The UBC incident makes me want to be very impolitic about what the Indigenous Grievance Industry conceals.
Canada’s Indigenous people fare poorly overall, and leftists use their suffering for political gain but don’t help ease their suffering.
The primary destroyers of Indigenous people today are abuse, addiction, and fetal alcohol spectrum disorder. Not historical colonization. These present-day crises are devastating to the Indigenous collective of Canada. Addressing these problems requires honesty, agency, reform, and a culture of personal responsibility. Externalized blame is harmful. It feeds self-destruction and leads to horrific scapegoating.
But a grievance-based moral regime cannot allow this type of conversation. Permanent victimhood is useful to their industry. Healing and solutions are not.
Indigenous suffering is real. Its instrumentalization is obscene. In the wake of UBC, we saw how quickly it is converted into institutional power—how universities, media, and political actors close ranks to punish dissent while congratulating themselves for their caring, compassionate hearts. Weaponized empathy protects vanity and narratives, not people, not at any level.
The lesson of the UBC event is simple and damning. This is not about healing or reconciliation but about controlling speech through emotional blackmail. Leftists have trained Canadians to accept censorship as kindness. A society that cannot question narratives is enslaved. A university that bans dissent to protect feelings is no longer a place of learning. This must be said plainly: weaponized empathy is soft tyranny, and what just happened at UBC shows exactly how this tyranny spreads.



Yes, indigenous cultural destruction was one of the dominant desired outcomes. It is important to understand the realities leading to this. Europeans saw native people ravaged and decimated by modernity. They witnessed mass death, disease, addiction, abuse, devastation, disappearance of entire villages. That is a big part of what created and informed that belief system. Today,we tend to speak mostly in abstract terms. Leftists speak about the wickedness of whiteness for its cultural superiority complex but. this misses almost everything that matters about lived reality.

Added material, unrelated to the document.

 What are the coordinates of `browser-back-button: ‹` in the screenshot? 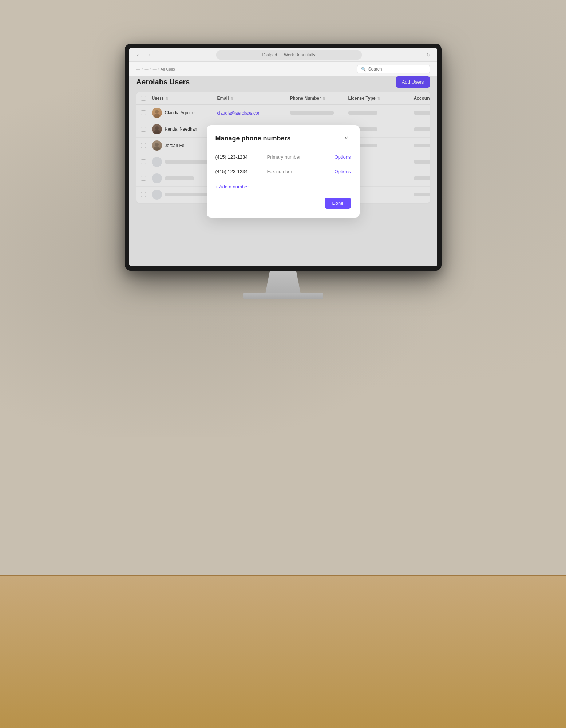 It's located at (138, 55).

And I agree, pedo priests and abject cruelty are rightly condmned across all ages.
Superb article. Thank you.
"Much of the outrage surrounding the UBC protest rests on an assertion that is treated as beyond dispute: that the Indian Residential School system was an instrument of genocide."
Indeed!
There's a lot of "an assertion that is treated as beyond dispute" going on these days. I don't remember any conversations about any of these issues. One day you wake up and are given a new set of beliefs that you must adhere to. Or else. And too many of us just go along to get along.
The mentally enfeebled, iPhone-clutching, woke virtue signallers drink the kool-aid and then try to force feed it to the rest of us, in the name of "equity", certain that they are making the world a better place.
No discussion or debate, ever. Just apoplectic screaming, as though that were the ultimate sign of righteousness and not lunacy.
Such people don't deserve a seat at the adults' table. Yet they are the leaders of almost every institution of the country.
To depressing. I'm going to go spend some quality time with my dog.